Consider one person looking at the projected square and another looking at the projected circle. Both would say that their view was correct - and might even get into a violent disagreement over what was "real" - when in fact both are simply different projections of the same object. I think this simple leson is what the poster wanted to convey - "Things (ideas, etc) change depending on how you look at them". This is an important concept but it's really just the tip of the iceberg.

Beyond the fact that square or circle is just a modern interpretation of the Buddhist parable of the blind men and the elephant is that fact that neither of the views is correct. Clinging to either shape as 'real' is simply perpetuating a delusion that has nothing to do with reality. We want simplicity and clarity. We want the easy answer. We want a circle or a square - but mind you not both! So we project our delusion and call it reality.

We do the same thing in our lives. We want money or a new house or a good career for our children and we project these desires into the world and call them reality. Even when we obtain some or all of these things they don't make us happy, because deep down we know that they are just delusions. This is the truth of the Buddha's teaching on illusion - not that things in the world don't have a real existence but that we don't encounter things as they are in the world but only as they appear in our projection of our desires.

We want a strong father figure so we project a God who reaches down into every area of our lives and call him real.
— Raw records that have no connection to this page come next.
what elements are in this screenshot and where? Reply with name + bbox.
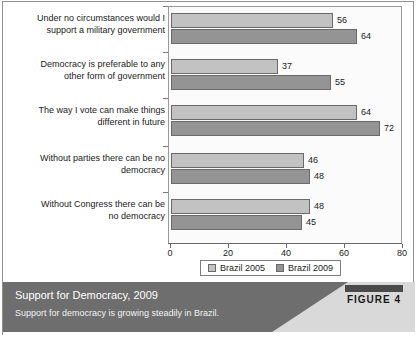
figure-badge-rule	[345, 285, 403, 292]
legend-swatch-icon	[276, 264, 284, 272]
chart-region: Under no circumstances would Isupport a …	[3, 2, 415, 282]
bar	[171, 13, 333, 28]
bar-value-label: 64	[361, 105, 371, 120]
legend-label: Brazil 2005	[220, 263, 265, 273]
bar-value-label: 46	[308, 153, 318, 168]
bar-value-label: 48	[314, 199, 324, 214]
bar	[171, 29, 357, 44]
figure-badge-label: FIGURE 4	[343, 294, 405, 305]
group-separator-tick	[163, 52, 168, 53]
category-label-line: Without Congress there can be	[7, 199, 165, 211]
group-separator-tick	[163, 146, 168, 147]
caption-title: Support for Democracy, 2009	[15, 289, 158, 301]
bar	[171, 215, 302, 230]
category-label-line: different in future	[7, 117, 165, 129]
category-axis-labels: Under no circumstances would Isupport a …	[7, 6, 165, 244]
legend-label: Brazil 2009	[288, 263, 333, 273]
group-separator-tick	[163, 192, 168, 193]
bar-value-label: 45	[306, 215, 316, 230]
category-label: Without Congress there can beno democrac…	[7, 199, 165, 222]
category-label-line: democracy	[7, 165, 165, 177]
figure-badge: FIGURE 4	[343, 285, 405, 305]
bar	[171, 59, 278, 74]
bar	[171, 153, 304, 168]
bar-value-label: 55	[335, 75, 345, 90]
figure-container: Under no circumstances would Isupport a …	[0, 0, 418, 339]
bar-value-label: 48	[314, 169, 324, 184]
category-label: Without parties there can be nodemocracy	[7, 153, 165, 176]
category-label-line: Democracy is preferable to any	[7, 59, 165, 71]
category-label-line: other form of government	[7, 71, 165, 83]
bar-value-label: 64	[361, 29, 371, 44]
bar	[171, 75, 331, 90]
bar	[171, 169, 310, 184]
legend-item[interactable]: Brazil 2005	[208, 263, 265, 273]
category-label-line: Under no circumstances would I	[7, 13, 165, 25]
x-axis-tick-label: 80	[397, 248, 407, 258]
x-axis-tick-label: 0	[167, 248, 172, 258]
category-label: The way I vote can make thingsdifferent …	[7, 105, 165, 128]
group-separator-tick	[163, 6, 168, 7]
bar-value-label: 37	[282, 59, 292, 74]
x-axis-line	[168, 243, 402, 244]
caption-subtitle: Support for democracy is growing steadil…	[15, 308, 219, 318]
plot-area: 56376446486455724845	[168, 6, 402, 244]
bar-value-label: 72	[384, 121, 394, 136]
plot-inner: 56376446486455724845	[171, 7, 401, 243]
x-axis-tick-label: 20	[223, 248, 233, 258]
x-axis-tick-label: 40	[281, 248, 291, 258]
category-label-line: Without parties there can be no	[7, 153, 165, 165]
bar	[171, 199, 310, 214]
bar-value-label: 56	[337, 13, 347, 28]
bottom-strip	[3, 332, 415, 336]
category-label-line: The way I vote can make things	[7, 105, 165, 117]
legend-item[interactable]: Brazil 2009	[276, 263, 333, 273]
category-label: Democracy is preferable to anyother form…	[7, 59, 165, 82]
legend-swatch-icon	[208, 264, 216, 272]
bar	[171, 121, 380, 136]
chart-legend: Brazil 2005Brazil 2009	[200, 260, 341, 276]
group-separator-tick	[163, 98, 168, 99]
category-label: Under no circumstances would Isupport a …	[7, 13, 165, 36]
bar	[171, 105, 357, 120]
category-label-line: no democracy	[7, 211, 165, 223]
figure-card: Under no circumstances would Isupport a …	[2, 1, 414, 335]
x-axis-tick-label: 60	[339, 248, 349, 258]
category-label-line: support a military government	[7, 25, 165, 37]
We want clear answers to what is right and wrong so we cling to a guide written thousands of years ago - whether the Bible, the Koran or the Sutras - and call them the unchanging, infallible and inviolate. We want peace and so we go to war to force our form of government on everyone else. These are all delusions, projections of our desires on the world. They have no more reality than the shadow square and circle on the walls.

The truth of the Dharma - not the Sutras that we chant but the true Dharma - is that it calls us to turn our backs on the shadows and look directly into the true form of reality, accepting it for what it is AND working to make it a more compassionate place of flourishing for all beings. Our religion is not the enemy of science; our religion is science. We are called to investigate reality and accept it - whether it goes along with our mythology or not. But we are also called to be a guiding light to science - not for what scientists may learn, but for how that knowledge will be used.

This is the "matter of perspective". Do we stay with our projected reality and see only shadows or do we reject the very act of projecting our delusions and bask in the glow of reality? For me there is only one answer.